Since then, the 79-year-old President has struggled to quell the uproar, including by filing defamation lawsuits seeking $10 billion against Rupert Murdoch and The Wall Street Journal over an article alleging that birthday greetings bearing Trump’s name and a “bawdy” note were sent to the late sex offender.

 

The political fallout and potential repercussions of the Epstein files have remained embedded in the national political landscape, despite Trump’s repeated attempts at distraction. Trump has dismissed the controversy as a mutual allegation, calling it a diversion. “What this whole thing is with Epstein is a way of trying to deflect from the tremendous success that the Republican Party has,” he said in a press interview.

 

Military adventures under the Trump administration

 

Only Donald Trump could vie for a Nobel Peace Prize while bombing seven countries in the same year. In 2025, the United States carried out military attacks against Yemen, Iran, Nigeria, Syria, Iraq and Somalia, with Venezuela emerging as the latest target of the Trump administration.

 

This stands in stark contrast to just months earlier, when MAGA supporters championed Trump’s claims of peace, global order, and an end to conflicts. During the election campaign, he projected himself as a “president of peace”, later asserting that he had ended eight wars worldwide in 2025.

 

Tariffs — threat and foreign policy tool

 

Reciprocal tariff threats have become a defining foreign policy instrument of the Trump administration.

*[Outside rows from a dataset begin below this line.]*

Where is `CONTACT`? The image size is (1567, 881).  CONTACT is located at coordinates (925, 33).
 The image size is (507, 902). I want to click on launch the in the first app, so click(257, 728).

While many of these threats remained rhetorical and never materialised, a significant number translated into import duties, overturning decades of US trade and economic policy.

 

Soon after returning to office, Trump left little room for ambiguity. “The European Union, one of the most hostile and abusive taxing and tariffing authorities in the world, which was formed for the sole purpose of taking advantage of the United States, has just put a nasty 50% tariff on whisky. If this tariff is not removed immediately, the US will shortly place a 200% tariff on all wines, champagne, and alcoholic products coming out of France and other EU represented countries,” he posted in March, signalling the onset of what became known as ‘tariff diplomacy’.

 

Throughout the year, Trump’s retaliatory measures, tit-for-tat levies and penalty tariffs dominated trade headlines and triggered diplomatic unease. Few countries understand this better than India, which continues to grapple with the collapse of the US–India trade deal and adapt to the 50% tariffs imposed last August. Shifts in economic relations with major US trading partners such as China, Canada and Mexico have plunged global markets into heightened uncertainty.

 

Geopolitical equations — completely altered

 

Soon after returning to office, the Trump administration’s withdrawal from the Paris Agreement for a second time and its exit from the WHO signalled a broader turn towards global disengagement. That trajectory has continued with the administration’s announcement of plans to withdraw from 66 international organisations focused on climate change, peace, democracy and public health.

 

These moves align with Trump’s belief that issues such as climate change, labour rights, immigration and diversity are “woke” initiatives. Meanwhile, the President appears to be hardening his stance in the second year of his second term. Threats to take over Greenland “the hard way”, justified on Arctic strategic grounds, are already reshaping geopolitical discourse. His administration is reportedly considering financial incentives to persuade Greenlanders to join the United States.

 

Trump’s frequent reversals defy predictable patterns, particularly on national security and trade. The underlying chaos and unpredictability that define his executive decisions and foreign relations have been examined by international relations scholar Daniel Drezner in The Toddler in Chief: What Donald Trump Teaches Us About the Modern Presidency. The book chronicles Trump’s short attention span and temperamental behaviour, describing him as “the petulant child”.

 

Only this child, however, controls the levers of the world’s largest military apparatus. He must be handled—but not tamed; circumvented—but not directly challenged.